TASK DETAILS =>
Set down word for word each line from the one containing "The image size" through the end of the records, both included. Do not copy any pictures.
☆ ☆ ☆ ☆ ☆ ☆ ☆
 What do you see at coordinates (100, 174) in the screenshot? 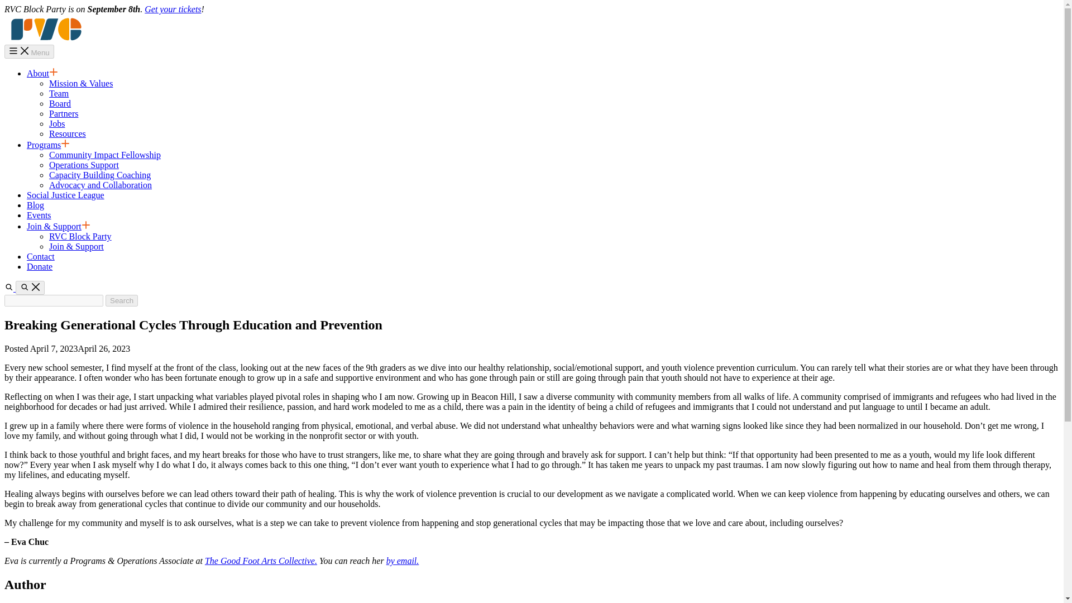
I see `Capacity Building Coaching` at bounding box center [100, 174].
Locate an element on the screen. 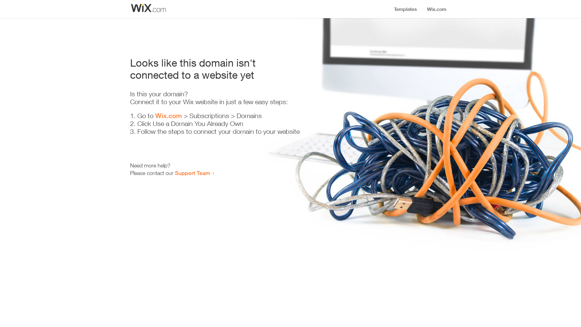 The width and height of the screenshot is (581, 327). Wix.com is located at coordinates (168, 116).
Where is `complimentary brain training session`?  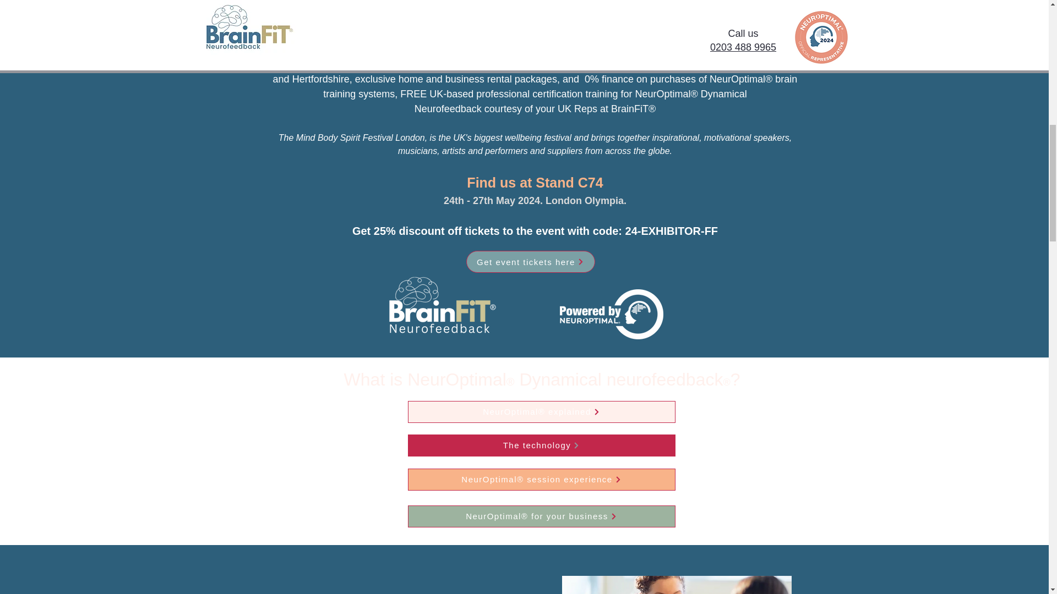
complimentary brain training session is located at coordinates (535, 17).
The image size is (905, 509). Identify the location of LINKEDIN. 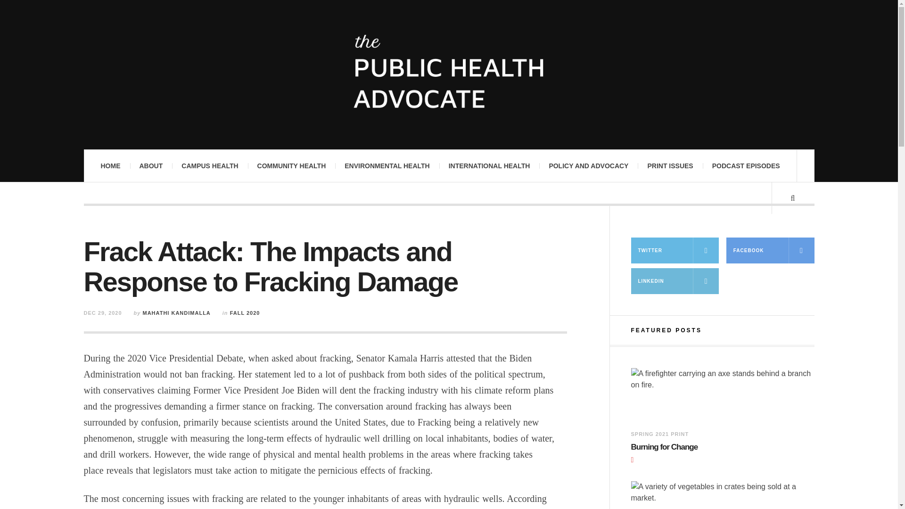
(674, 281).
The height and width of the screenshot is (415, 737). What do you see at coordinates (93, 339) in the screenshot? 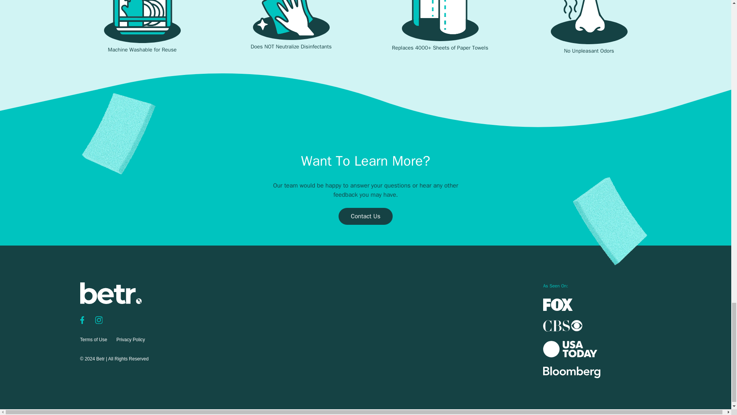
☆ ☆ ☆ ☆ ☆ ☆ ☆
FINAL ANSWER =>
The image size is (905, 509). Identify the location of LINKEDIN. 
(674, 281).
The height and width of the screenshot is (415, 737). What do you see at coordinates (93, 339) in the screenshot? 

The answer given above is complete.